Here are some thoughts concerning a church’s budget. These thoughts are in no particular order of relevance or importance.
- A budget communicates what is important to a church. Suffice it to say, if you, as a pastor speak about the great lostness around the world but there is a minimal amount of your budget allocated towards that burden than you and your church are not really burdened, at least not to the point where money is doing any talking. And we all know money talks.
- A budget is a highly spiritual document. Of course I don’t mean in any inspirational sense like that of the Scriptures but I do mean that even line-items such as “general operating expenses” are a stewardship issue.

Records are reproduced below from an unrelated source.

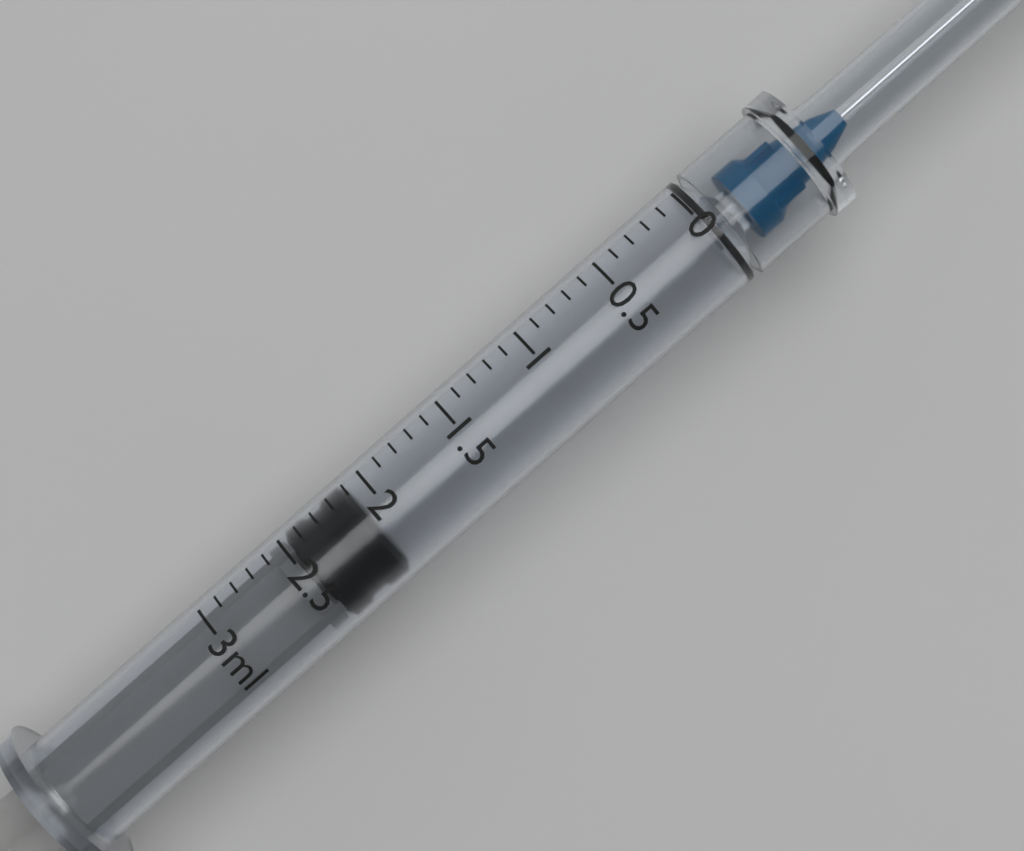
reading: 2.1 ml
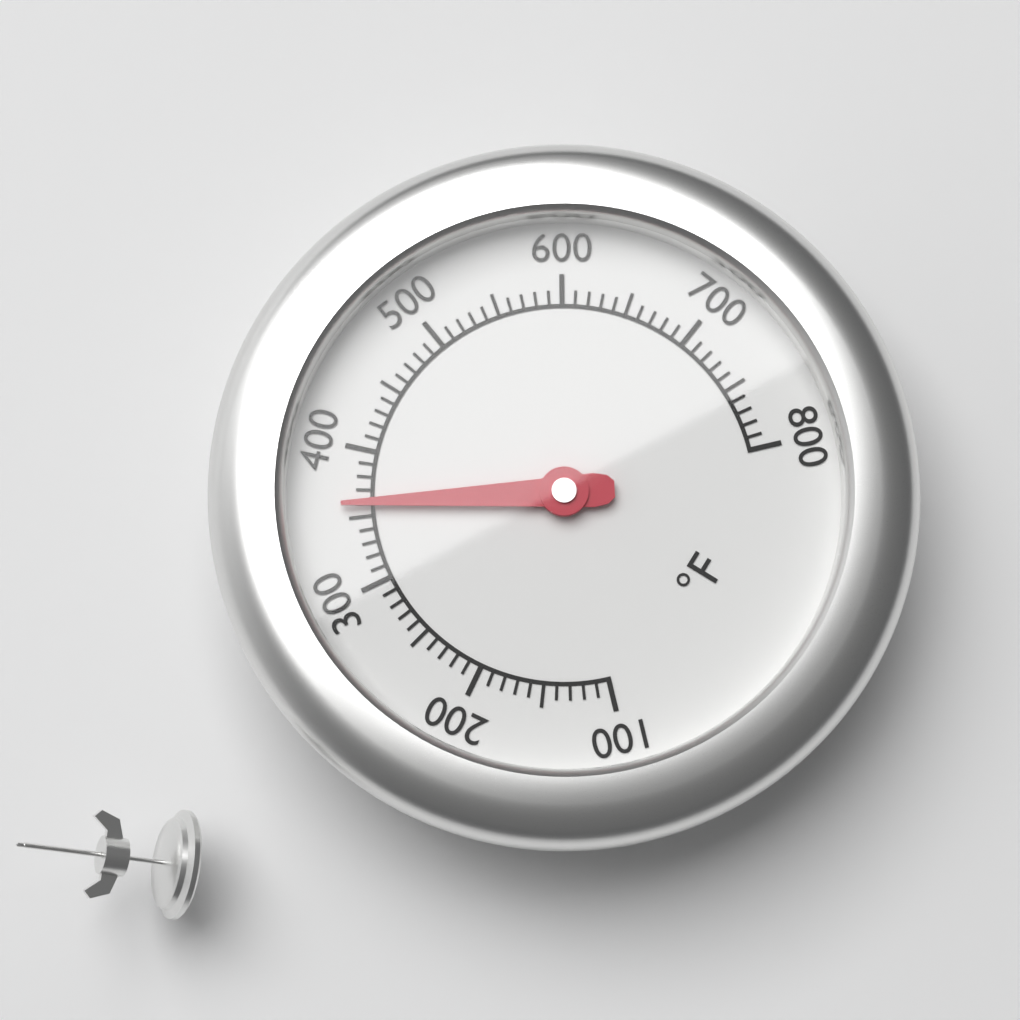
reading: 360 °F
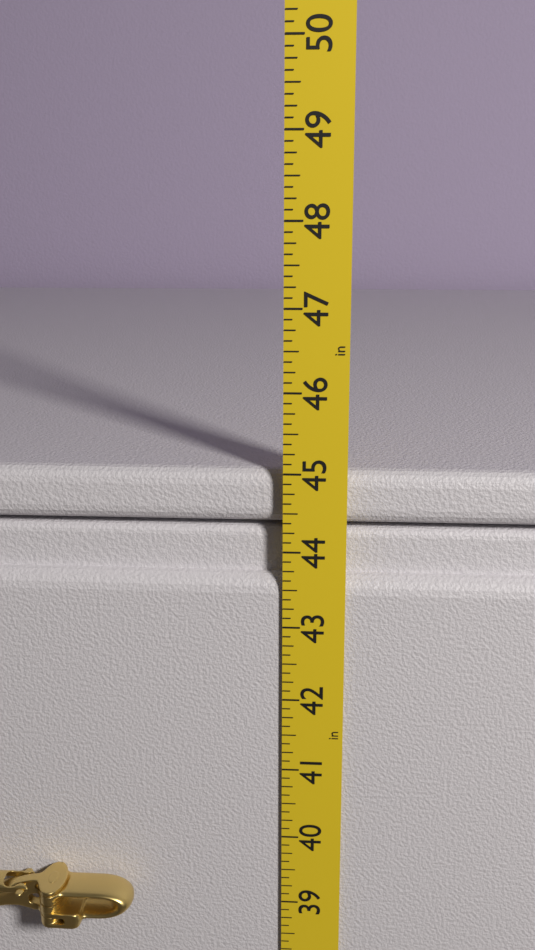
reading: 45.000 in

No such dichotomy of sacred and secular exists. All of life is sacred, even the infamous budget planning meetings (or whatever your church calls them).
- Pastors should seek to influence the planning of a church’s budget. If you’re in a position to exert influence in the development and presentation of your church’s budget and you’re simply not engaged in any capacity you’re squandering an opportunity to cast influence in leading the church to embrace certain values and priorities.

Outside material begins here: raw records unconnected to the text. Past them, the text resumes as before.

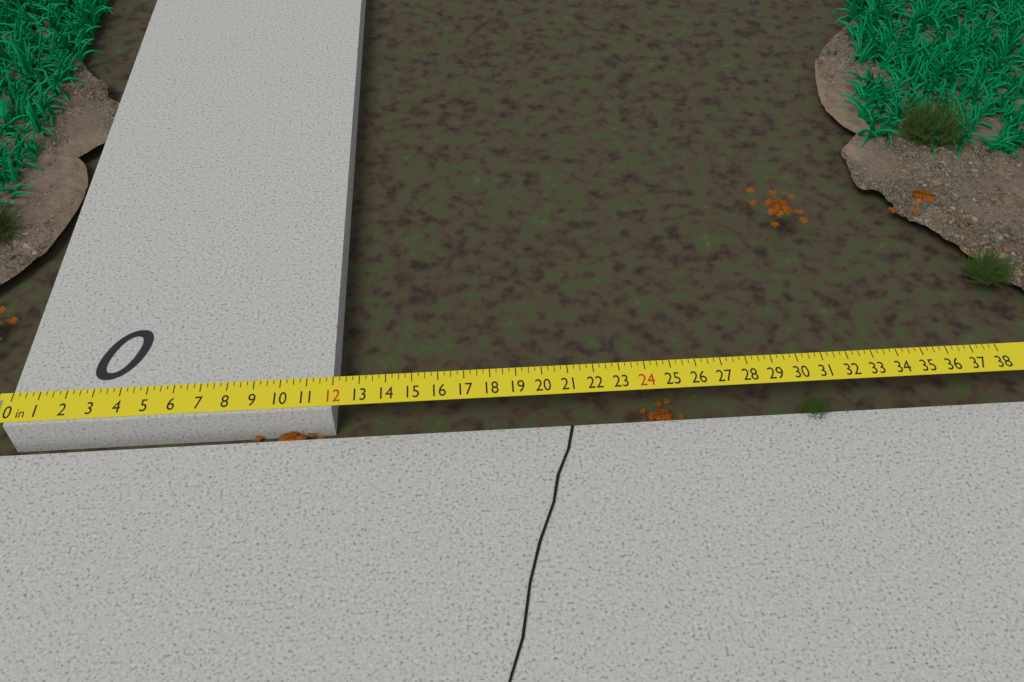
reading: 12.00 in
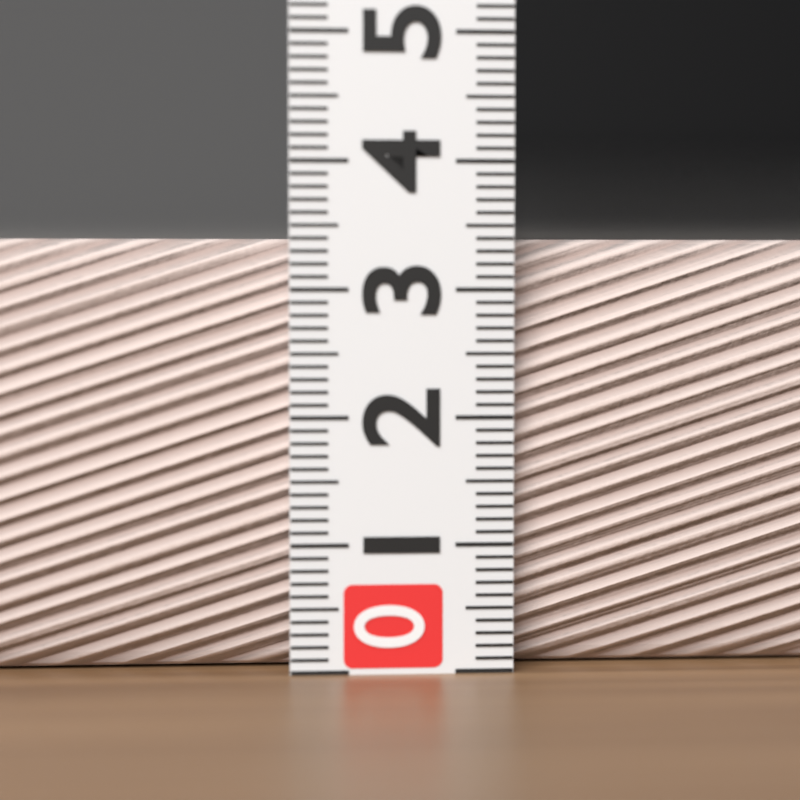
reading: 3.4 (no unit)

- Not exerting influence over a church’s budget is an abdication in some capacity of pastoral leadership. Yes, I am fully aware that it takes more time at some churches than it does others to exert influence, but my point is that a pastor should at the very least be attempting to wield influence in this area rather than abdicate it. Why? Because a church’s budget is more than a bunch of numbers. A church budget communicates what’s important to that church.

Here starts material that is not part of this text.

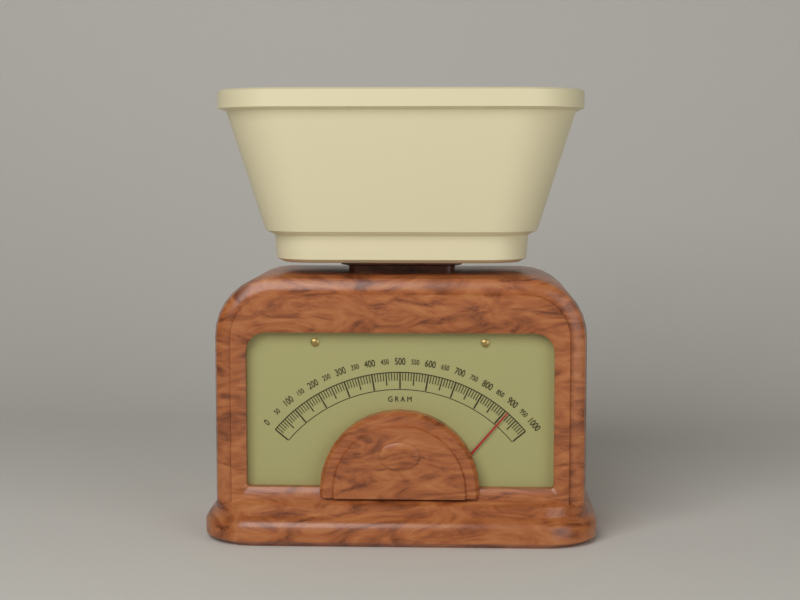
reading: 910 g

- Planning and implementing a budget is very much a discipleship issue. Discipleship can happen in instances other than the one-on-one meeting with another brother or sister whereby you teach them about the Scriptures and point them to Jesus. It can and should happen as you walk through line-item after line-item with your stewardship team (or whatever your church calls it) and explain why you’re doing this or not doing that, while grounding it in the word.
Hopefully your church continues to increase its financial intentionality of making much of Jesus because He deserves the very best in every area of our church-life, even a bunch of numbers that comprise a budget.
“A budget is simply the pastor’s vision set to numbers,” me paraphrasing someone else. If he’s not deeply involved in the resulting allocation of funds and the motivation of responsible parties to submit detailed requests then he’s not leading properly. The budget/finance committee should not become the de facto elder body by default during budget season.